PostgreSQL has two overloads of its native round function — round(numeric) and round(double precision) — with different tie-breaking rules. Per the PostgreSQL manual:

round(numeric) → rounds to nearest integer; ties are broken by rounding away from zero (so round(0.5) → 1).

round(double precision) → rounds to nearest integer; the tie-breaking behavior is platform dependent, but "round to nearest even" is the most common rule (so round(0.5) → 0 on most systems).

Every other dialect ts-sql-query supports (MariaDB, MySQL, Oracle, SQL Server, SQLite) breaks ties away from zero, matching JavaScript's Math.round for positive .5 values. To keep .round() predictable and portable, the PostgreSQL connection casts the operand to numeric before applying round, so value.round() always rounds ties away from zero regardless of the operand's type.

For example, tIssue.priority.divide(2).round() (where priority = 1) yields round(0.5) = 1 on every dialect, including PostgreSQL.

If you prefer PostgreSQL's native round(double precision) semantics — typically because your application is single-dialect and you want the IEEE 754 round-to-even tie-breaking common on modern systems, or because existing queries depend on that result — set usePlatformDependentRound = true on your connection:

import { PostgreSqlConnection } from "ts-sql-query/connections/PostgreSqlConnection";

class DBConnection extends PostgreSqlConnection<'DBConnection'> {
    protected override usePlatformDependentRound = true
}

With the flag on, value.round() emits round(x) directly: when x is a numeric expression you still get away-from-zero, but when x is a double precision expression (the type produced by .divide(...), .asDouble(), and many other arithmetic chains) the tie-breaking follows PostgreSQL's round(double precision) rules.

Explicit typing

In some situations, PostgreSQL may be unable to infer the correct type of a parameter in a query. This often happens with untyped NULL values or when using generic placeholders. To ensure type safety and proper execution, you can explicitly cast the parameter type in the generated SQL.

You can enforce explicit casting by overriding the transformPlaceholder method in your connection class. This method allows you to append a type annotation to the placeholder at the time of SQL generation.

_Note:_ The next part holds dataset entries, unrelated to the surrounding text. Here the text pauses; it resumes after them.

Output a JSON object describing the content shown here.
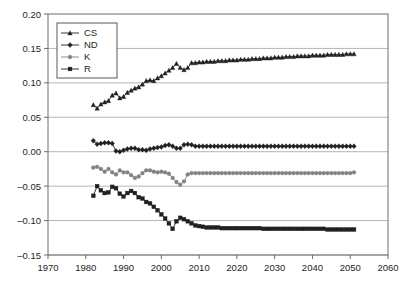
{
  "chart_data": {
    "type": "line",
    "title": "",
    "xlabel": "",
    "ylabel": "",
    "xlim": [
      1970,
      2060
    ],
    "ylim": [
      -0.15,
      0.2
    ],
    "xticks": [
      1970,
      1980,
      1990,
      2000,
      2010,
      2020,
      2030,
      2040,
      2050,
      2060
    ],
    "yticks": [
      0.2,
      0.15,
      0.1,
      0.05,
      0.0,
      -0.05,
      -0.1,
      -0.15
    ],
    "ytick_labels": [
      "0.20",
      "0.15",
      "0.10",
      "0.05",
      "0.00",
      "–0.05",
      "–0.10",
      "–0.15"
    ],
    "xtick_labels": [
      "1970",
      "1980",
      "1990",
      "2000",
      "2010",
      "2020",
      "2030",
      "2040",
      "2050",
      "2060"
    ],
    "grid": "horizontal",
    "legend_position": "top-left",
    "legend_entries": [
      {
        "label": "CS",
        "marker": "triangle",
        "color": "#231f20"
      },
      {
        "label": "ND",
        "marker": "diamond",
        "color": "#231f20"
      },
      {
        "label": "K",
        "marker": "circle",
        "color": "#808285"
      },
      {
        "label": "R",
        "marker": "square",
        "color": "#231f20"
      }
    ],
    "x": [
      1982,
      1983,
      1984,
      1985,
      1986,
      1987,
      1988,
      1989,
      1990,
      1991,
      1992,
      1993,
      1994,
      1995,
      1996,
      1997,
      1998,
      1999,
      2000,
      2001,
      2002,
      2003,
      2004,
      2005,
      2006,
      2007,
      2008,
      2009,
      2010,
      2011,
      2012,
      2013,
      2014,
      2015,
      2016,
      2017,
      2018,
      2019,
      2020,
      2021,
      2022,
      2023,
      2024,
      2025,
      2026,
      2027,
      2028,
      2029,
      2030,
      2031,
      2032,
      2033,
      2034,
      2035,
      2036,
      2037,
      2038,
      2039,
      2040,
      2041,
      2042,
      2043,
      2044,
      2045,
      2046,
      2047,
      2048,
      2049,
      2050,
      2051
    ],
    "series": [
      {
        "name": "CS",
        "marker": "triangle",
        "color": "#231f20",
        "values": [
          0.068,
          0.063,
          0.069,
          0.072,
          0.074,
          0.082,
          0.085,
          0.078,
          0.08,
          0.086,
          0.089,
          0.092,
          0.094,
          0.098,
          0.103,
          0.104,
          0.103,
          0.107,
          0.11,
          0.114,
          0.118,
          0.122,
          0.128,
          0.122,
          0.119,
          0.122,
          0.129,
          0.129,
          0.13,
          0.13,
          0.131,
          0.131,
          0.131,
          0.132,
          0.132,
          0.132,
          0.133,
          0.133,
          0.133,
          0.134,
          0.134,
          0.134,
          0.135,
          0.135,
          0.135,
          0.136,
          0.136,
          0.136,
          0.137,
          0.137,
          0.137,
          0.138,
          0.138,
          0.138,
          0.139,
          0.139,
          0.139,
          0.139,
          0.14,
          0.14,
          0.14,
          0.14,
          0.141,
          0.141,
          0.141,
          0.141,
          0.141,
          0.142,
          0.142,
          0.142
        ]
      },
      {
        "name": "ND",
        "marker": "diamond",
        "color": "#231f20",
        "values": [
          0.016,
          0.011,
          0.012,
          0.013,
          0.013,
          0.012,
          0.001,
          0.0,
          0.002,
          0.004,
          0.005,
          0.005,
          0.003,
          0.003,
          0.002,
          0.004,
          0.005,
          0.006,
          0.007,
          0.009,
          0.01,
          0.008,
          0.005,
          0.005,
          0.01,
          0.011,
          0.01,
          0.008,
          0.008,
          0.008,
          0.008,
          0.008,
          0.008,
          0.008,
          0.008,
          0.008,
          0.008,
          0.008,
          0.008,
          0.008,
          0.008,
          0.008,
          0.008,
          0.008,
          0.008,
          0.008,
          0.008,
          0.008,
          0.008,
          0.008,
          0.008,
          0.008,
          0.008,
          0.008,
          0.008,
          0.008,
          0.008,
          0.008,
          0.008,
          0.008,
          0.008,
          0.008,
          0.008,
          0.008,
          0.008,
          0.008,
          0.008,
          0.008,
          0.008,
          0.008
        ]
      },
      {
        "name": "K",
        "marker": "circle",
        "color": "#808285",
        "values": [
          -0.023,
          -0.022,
          -0.025,
          -0.029,
          -0.025,
          -0.03,
          -0.033,
          -0.027,
          -0.03,
          -0.03,
          -0.034,
          -0.038,
          -0.036,
          -0.031,
          -0.027,
          -0.027,
          -0.029,
          -0.03,
          -0.029,
          -0.03,
          -0.032,
          -0.038,
          -0.044,
          -0.048,
          -0.043,
          -0.033,
          -0.031,
          -0.031,
          -0.031,
          -0.031,
          -0.031,
          -0.031,
          -0.031,
          -0.031,
          -0.031,
          -0.031,
          -0.031,
          -0.031,
          -0.031,
          -0.031,
          -0.031,
          -0.031,
          -0.031,
          -0.031,
          -0.031,
          -0.031,
          -0.031,
          -0.031,
          -0.031,
          -0.031,
          -0.031,
          -0.031,
          -0.031,
          -0.031,
          -0.031,
          -0.031,
          -0.031,
          -0.031,
          -0.031,
          -0.031,
          -0.031,
          -0.031,
          -0.031,
          -0.031,
          -0.031,
          -0.031,
          -0.031,
          -0.031,
          -0.031,
          -0.03
        ]
      },
      {
        "name": "R",
        "marker": "square",
        "color": "#231f20",
        "values": [
          -0.064,
          -0.05,
          -0.056,
          -0.06,
          -0.059,
          -0.051,
          -0.053,
          -0.061,
          -0.065,
          -0.06,
          -0.057,
          -0.06,
          -0.066,
          -0.068,
          -0.073,
          -0.075,
          -0.08,
          -0.085,
          -0.091,
          -0.097,
          -0.104,
          -0.112,
          -0.101,
          -0.096,
          -0.098,
          -0.101,
          -0.104,
          -0.107,
          -0.108,
          -0.109,
          -0.11,
          -0.11,
          -0.11,
          -0.11,
          -0.111,
          -0.111,
          -0.111,
          -0.111,
          -0.111,
          -0.111,
          -0.111,
          -0.111,
          -0.111,
          -0.111,
          -0.111,
          -0.112,
          -0.112,
          -0.112,
          -0.112,
          -0.112,
          -0.112,
          -0.112,
          -0.112,
          -0.112,
          -0.112,
          -0.112,
          -0.112,
          -0.112,
          -0.112,
          -0.112,
          -0.112,
          -0.112,
          -0.113,
          -0.113,
          -0.113,
          -0.113,
          -0.113,
          -0.113,
          -0.113,
          -0.113
        ]
      }
    ]
  }
}
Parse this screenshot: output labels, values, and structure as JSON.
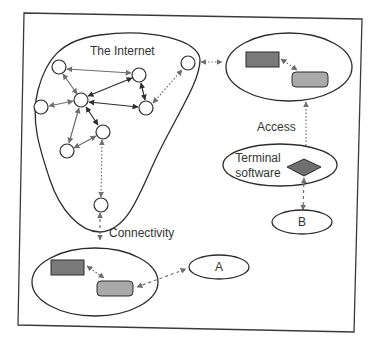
{
  "diagram": {
    "internet_label": "The Internet",
    "connectivity_label": "Connectivity",
    "access_label": "Access",
    "terminal_label_line1": "Terminal",
    "terminal_label_line2": "software",
    "node_a_label": "A",
    "node_b_label": "B"
  },
  "colors": {
    "stroke": "#2b2b2b",
    "arrow_gray": "#6e6e6e",
    "arrow_dark": "#2e2e2e",
    "box_dark": "#7a7a7a",
    "box_light": "#a9a9a9",
    "diamond": "#6f6f6f",
    "background": "#ffffff"
  }
}
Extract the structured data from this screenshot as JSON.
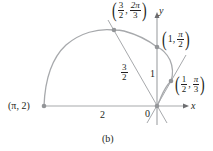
{
  "figure": {
    "caption": "(b)",
    "colors": {
      "curve": "#a7a9ac",
      "axes": "#a7a9ac",
      "lines": "#a7a9ac",
      "points": "#939598",
      "text": "#231f20"
    },
    "axes": {
      "x_label": "x",
      "y_label": "y",
      "origin_label": "0"
    },
    "curve": {
      "equation": "r = 1 - cos θ",
      "range": "0 ≤ θ ≤ π"
    },
    "points": [
      {
        "label": "(π, 2)",
        "r": "2",
        "theta": "π"
      },
      {
        "label_r_num": "3",
        "label_r_den": "2",
        "label_t_num": "2π",
        "label_t_den": "3",
        "r": "3/2",
        "theta": "2π/3"
      },
      {
        "label_r": "1",
        "label_t_num": "π",
        "label_t_den": "2",
        "r": "1",
        "theta": "π/2"
      },
      {
        "label_r_num": "1",
        "label_r_den": "2",
        "label_t_num": "π",
        "label_t_den": "3",
        "r": "1/2",
        "theta": "π/3"
      }
    ],
    "segment_labels": {
      "two": "2",
      "three_halves_num": "3",
      "three_halves_den": "2",
      "one": "1"
    },
    "separator": ","
  }
}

You may define your own cast rules or override the default behavior. For reference, see the default implementation in PostgreSqlConnection, or use the example below:

import { PostgreSqlConnection } from "ts-sql-query/connections/PostgreSqlConnection";

class DBConnection extends PostgreSqlConnection<'DBConnection'> {
    protected override transformPlaceholder(
        placeholder: string,
        type: string,
        _forceTypeCast: boolean,
        valueSentToDB: unknown
    ): string {
        return super.transformPlaceholder(placeholder, type, true, valueSentToDB)
    }
}

Tip

You can also enforce type casting using the ForceTypeCast adapter provided in ts-sql-query/TypeAdapter. For more advanced usage, see the section on Global type adapter.

UUID handling

PostgreSQL has a native uuid data type (available since PostgreSQL 8.3, present in every supported version), and ts-sql-query maps the uuid column type to it directly — no extension or conversion function is required. The uuid type compares values byte-by-byte, so a UUID v7 stored there keeps its chronological ordering on the primary-key index.

Generating UUIDs

Prefer UUID v7 over UUID v4. PostgreSQL 18 adds the server-side uuidv7() SQL function, alongside gen_random_uuid() for v4 available since PostgreSQL 13. As a general rule, generating the UUID in the database as a column DEFAULT is preferred over generating it in application code; the latter is the fallback when the value must be known before the INSERT. See the column types page for more context.